No basement with leaks.
He’d gladly trade the entire house for a safe room in a basement right now. He smoothed his hand over the bald spot on the back of his head and it came back covered in perspiration. The heat was down low since his girls weren’t at home. Sweat pooled under the arm of the blue cotton shirt he still wore, but now it was untucked from his dress pants.
Streetlight glow from outside stretched from the palladium window over to the blue sofa, and fingered the middle of the rosewood coffee table.
The light gave him some measure of security, a defense against buried childhood fears of the infamous bogeyman, but Don worried about a real bogeyman.
He glanced at the square sandwich-size panel on the wall. Two tiny red LED lights peeked through the dark, assuring him the security system was on and ready should an intruder try to enter.
His two little girls were safe with his sister, who thought he was having the house exterminated. She lived in Alabama on a farm with no mailbox, no visitors. Good place to hide his children. She’d been the one person he could turn to after his wife died three months ago.
Tears stung his eyes. He missed his wife every day. Missed his best friend and only true love.
What would she think of him now?
If she was watching over them, she had to know he was doing whatever it took to keep their two girls safe.
Don had no idea why this strange guy had targeted him.
He had never crossed the law. Never drank or gambled, not even a lottery ticket. Why was this guy threatening him?
Don lifted a trembling hand to cover his mouth.
What about Abbie Blanton? She was Meredith’s daughter. Didn’t Abbie’s safety matter?
Maybe she was okay. The guy hadn’t said-
A floor creak spiked the silence.
Don stopped pacing next to the coffee table and swung his head to check the security panel.
No red lights. No green lights. No lights period.
“Hello, Dr. Don.” The dark figure he’d watched for outside walked across the middle of the living room toward Don, wearing all black, a skull’s face covering the stocking-cap front.
“How’d you get in here?” Don fought the urge to scream for help. He couldn’t. He’d been warned.

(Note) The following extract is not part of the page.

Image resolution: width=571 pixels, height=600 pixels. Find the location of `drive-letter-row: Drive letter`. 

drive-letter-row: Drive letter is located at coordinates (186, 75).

Calm down. His children couldn’t lose another parent.
“Let’s not waste time on ridiculous questions, shall we?”
Don detected a hint of a British accent in the man’s speech. He didn’t care where this wacko was from. “Who are you?”
“Jackson, like I told you last time we met.”

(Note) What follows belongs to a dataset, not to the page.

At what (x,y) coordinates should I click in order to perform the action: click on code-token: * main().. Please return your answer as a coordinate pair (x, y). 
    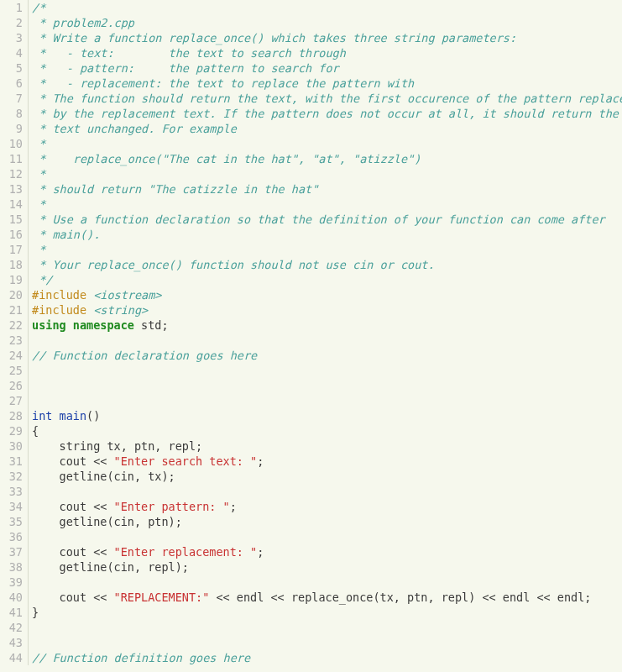
    Looking at the image, I should click on (65, 234).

“I don’t understand any of this.” Don had never been in any financial trouble or had an enemy he knew of, no reason to be blackmailed into this if not for his children’s welfare. This guy hadn’t asked him to do anything really bad, just convince Abbie to go to the fund-raiser and talk to Gwen Wentworth. Don thought the guy was helping at first, supplying information about the Kore Women’s Center Abbie’s mother had visited and come home sick from.